A Quote by Kim Bodnia

The Swedes got there first - their dramas were always the darkest and most upsetting, and we used to love them when I was growing up in Denmark. Now us Danes have caught up.
What the Danes left in Ireland were hens and weasels. And when the cock crows in the morning, the country people will always say 'It is for Denmark they are crowing. Crowing they are to be back in Denmark.'
Growing up, my uncle used to always have dogs, and we always had a dog growing up. I couldn't remember a time when I never had a dog. It was part of the family. So once I actually got old enough, I got a dog in college, then I felt he needed a friend, so I got another dog. They just started adding up from there.
Because I was such a student of pop culture growing up, I love that on the list of things that I got to work on in my first years out of college were 'Scream' and 'Dawson's Creek' and, ultimately now, 'The Vampire Diaries,' which generations below me grew up on and can quote. I love that. I think that is the coolest thing in the world.
I used to believe, although I don't now, that growing and growing up are analogous, that both are inevitable and uncontrollable processes. Now it seems to me that growing up is governed by the will, that one can choose to become an adult, but only at given moments. These moments come along fairly infrequently -during crises in relationships, for example, or when one has been given the chance to start afresh somewhere- and one can ignore them or seize them.
There were many influences on me while growing up. In the late Seventies and early Eighties when I was growing up in Hyderabad, it was a bit more laid-back, and that gave you time to think about things differently without perhaps being caught up in the narrow approach to one's journey through life.
The Danes are causing a bit of trouble. The kingdom of Denmark claimed the North Pole as their own. Hey, you can't just reach out and take something if you want it, Denmark. That's Russia's job.
Growing up I always used to shop in Oxfam. I'd find things for 50p and then take them home, cut them up and make them into something new.
As I got older, I got into all kinds of things in the streets - but for some reason, I never got caught up with the gangs growing up. Everybody dug me, man. I never had problems.
Growing up, my mom used essential oils in our home, so I've always noticed the benefits and now incorporate them in my daily routine.
I always was into it, just seeing guys growing up on TV in postgame conferences and seeing how they're dressed, glasses they're wearing. That kind of just always was something that caught my eye. Now I got the opportunity to show off what I wear, so I just try to take advantage of it.
Growing up, I was always really inspired by Disney, and I had a great love of everything they created. My mum was huge fan, and she used to collect stills, and so they were all around the house, and we very much grew up on the early Disney films.
The code that most prisoners live by is an extension of the masculine roles they were taught growing up, how they were conditioned about what it means to be a man: you've got to be strong, you've got to be tough, you've got to be in charge.
For me, growing up in Indiana with cornfields and churches, I was always very intrigued by the Academy Awards - they were a big event. That was the one night of the year when all of the glittering movie stars got together, and I used to love that night because, as a child, it was a way to dream for me.
I came back to Ann Harbor, got caught up with people who were much more sophisticated than I, and it was an exciting time because my eyes were opening and that's always exciting and Michigan is the place where we had the first teach-in against the war.
Growing up, you always heard of cops beating people up behind buildings and letting them go. Now they just shoot them.
I've apparently been the victim of growing up, which apparently happens to all of us at one point or another. It's been going on for quite some time now, without me knowing it. I've found that growing up can mean a lot of things. For me, it doesn't mean I should become somebody completely new and stop loving the things I used to love. It means I've just added more things to my list.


• Directions for this task
Your response should consist of the records below, repeated exactly.

• Task input
- - - - - - -

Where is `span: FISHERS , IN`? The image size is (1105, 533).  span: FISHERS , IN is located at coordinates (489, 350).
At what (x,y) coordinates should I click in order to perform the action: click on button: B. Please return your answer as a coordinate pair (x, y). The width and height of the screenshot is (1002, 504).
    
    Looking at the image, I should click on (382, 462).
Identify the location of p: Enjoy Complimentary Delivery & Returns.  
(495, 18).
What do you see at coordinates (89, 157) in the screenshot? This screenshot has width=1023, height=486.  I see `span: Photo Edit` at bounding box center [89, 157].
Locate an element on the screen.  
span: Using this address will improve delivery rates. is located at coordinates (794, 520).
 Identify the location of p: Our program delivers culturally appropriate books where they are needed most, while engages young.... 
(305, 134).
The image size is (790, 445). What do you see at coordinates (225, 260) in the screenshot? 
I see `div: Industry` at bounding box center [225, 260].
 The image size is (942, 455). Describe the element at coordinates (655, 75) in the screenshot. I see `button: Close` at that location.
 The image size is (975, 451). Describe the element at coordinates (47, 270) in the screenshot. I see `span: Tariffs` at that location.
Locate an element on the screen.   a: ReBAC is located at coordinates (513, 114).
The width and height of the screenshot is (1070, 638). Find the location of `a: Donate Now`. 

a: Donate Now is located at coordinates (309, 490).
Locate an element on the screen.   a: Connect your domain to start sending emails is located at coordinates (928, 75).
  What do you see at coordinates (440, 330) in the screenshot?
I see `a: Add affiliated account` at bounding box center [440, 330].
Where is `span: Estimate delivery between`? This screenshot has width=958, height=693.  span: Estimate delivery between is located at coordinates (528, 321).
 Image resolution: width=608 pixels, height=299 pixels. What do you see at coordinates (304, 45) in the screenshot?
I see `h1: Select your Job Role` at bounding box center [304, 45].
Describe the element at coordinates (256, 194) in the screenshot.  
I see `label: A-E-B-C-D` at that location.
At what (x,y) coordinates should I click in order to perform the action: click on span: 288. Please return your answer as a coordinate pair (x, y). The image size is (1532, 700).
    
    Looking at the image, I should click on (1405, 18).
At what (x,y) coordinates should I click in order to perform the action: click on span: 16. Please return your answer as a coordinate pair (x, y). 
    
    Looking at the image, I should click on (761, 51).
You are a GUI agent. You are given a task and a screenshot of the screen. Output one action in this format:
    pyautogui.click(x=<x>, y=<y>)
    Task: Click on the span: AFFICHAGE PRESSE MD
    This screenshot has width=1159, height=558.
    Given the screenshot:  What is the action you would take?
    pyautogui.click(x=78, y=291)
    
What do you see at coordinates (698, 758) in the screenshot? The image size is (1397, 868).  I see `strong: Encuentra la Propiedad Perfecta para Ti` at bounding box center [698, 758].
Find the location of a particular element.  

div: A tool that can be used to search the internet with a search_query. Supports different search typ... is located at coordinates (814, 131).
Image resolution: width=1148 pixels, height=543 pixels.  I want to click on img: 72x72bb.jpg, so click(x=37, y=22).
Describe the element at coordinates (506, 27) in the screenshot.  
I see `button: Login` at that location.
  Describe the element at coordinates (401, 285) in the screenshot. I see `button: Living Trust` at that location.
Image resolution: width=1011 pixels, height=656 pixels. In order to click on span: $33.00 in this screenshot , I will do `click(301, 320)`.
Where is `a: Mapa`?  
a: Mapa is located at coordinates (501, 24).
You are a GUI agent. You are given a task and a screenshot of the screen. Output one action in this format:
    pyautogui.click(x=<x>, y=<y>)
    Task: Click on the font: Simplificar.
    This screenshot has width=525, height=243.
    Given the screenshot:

- - - - - - -

• Solution to the problem
Where is `span: FISHERS , IN`? The image size is (1105, 533).  span: FISHERS , IN is located at coordinates (489, 350).
At what (x,y) coordinates should I click in order to perform the action: click on button: B. Please return your answer as a coordinate pair (x, y). The width and height of the screenshot is (1002, 504).
    
    Looking at the image, I should click on (382, 462).
Identify the location of p: Enjoy Complimentary Delivery & Returns.  
(495, 18).
What do you see at coordinates (89, 157) in the screenshot? This screenshot has width=1023, height=486.  I see `span: Photo Edit` at bounding box center [89, 157].
Locate an element on the screen.  
span: Using this address will improve delivery rates. is located at coordinates (794, 520).
 Identify the location of p: Our program delivers culturally appropriate books where they are needed most, while engages young.... 
(305, 134).
The image size is (790, 445). What do you see at coordinates (225, 260) in the screenshot? 
I see `div: Industry` at bounding box center [225, 260].
 The image size is (942, 455). Describe the element at coordinates (655, 75) in the screenshot. I see `button: Close` at that location.
 The image size is (975, 451). Describe the element at coordinates (47, 270) in the screenshot. I see `span: Tariffs` at that location.
Locate an element on the screen.   a: ReBAC is located at coordinates (513, 114).
The width and height of the screenshot is (1070, 638). Find the location of `a: Donate Now`. 

a: Donate Now is located at coordinates (309, 490).
Locate an element on the screen.   a: Connect your domain to start sending emails is located at coordinates (928, 75).
  What do you see at coordinates (440, 330) in the screenshot?
I see `a: Add affiliated account` at bounding box center [440, 330].
Where is `span: Estimate delivery between`? This screenshot has width=958, height=693.  span: Estimate delivery between is located at coordinates (528, 321).
 Image resolution: width=608 pixels, height=299 pixels. What do you see at coordinates (304, 45) in the screenshot?
I see `h1: Select your Job Role` at bounding box center [304, 45].
Describe the element at coordinates (256, 194) in the screenshot.  
I see `label: A-E-B-C-D` at that location.
At what (x,y) coordinates should I click in order to perform the action: click on span: 288. Please return your answer as a coordinate pair (x, y). The image size is (1532, 700).
    
    Looking at the image, I should click on (1405, 18).
At what (x,y) coordinates should I click in order to perform the action: click on span: 16. Please return your answer as a coordinate pair (x, y). 
    
    Looking at the image, I should click on (761, 51).
You are a GUI agent. You are given a task and a screenshot of the screen. Output one action in this format:
    pyautogui.click(x=<x>, y=<y>)
    Task: Click on the span: AFFICHAGE PRESSE MD
    This screenshot has width=1159, height=558.
    Given the screenshot:  What is the action you would take?
    pyautogui.click(x=78, y=291)
    
What do you see at coordinates (698, 758) in the screenshot? The image size is (1397, 868).  I see `strong: Encuentra la Propiedad Perfecta para Ti` at bounding box center [698, 758].
Find the location of a particular element.  

div: A tool that can be used to search the internet with a search_query. Supports different search typ... is located at coordinates (814, 131).
Image resolution: width=1148 pixels, height=543 pixels.  I want to click on img: 72x72bb.jpg, so click(x=37, y=22).
Describe the element at coordinates (506, 27) in the screenshot.  
I see `button: Login` at that location.
  Describe the element at coordinates (401, 285) in the screenshot. I see `button: Living Trust` at that location.
Image resolution: width=1011 pixels, height=656 pixels. In order to click on span: $33.00 in this screenshot , I will do `click(301, 320)`.
Where is `a: Mapa`?  
a: Mapa is located at coordinates (501, 24).
You are a GUI agent. You are given a task and a screenshot of the screen. Output one action in this format:
    pyautogui.click(x=<x>, y=<y>)
    Task: Click on the font: Simplificar.
    This screenshot has width=525, height=243.
    Given the screenshot:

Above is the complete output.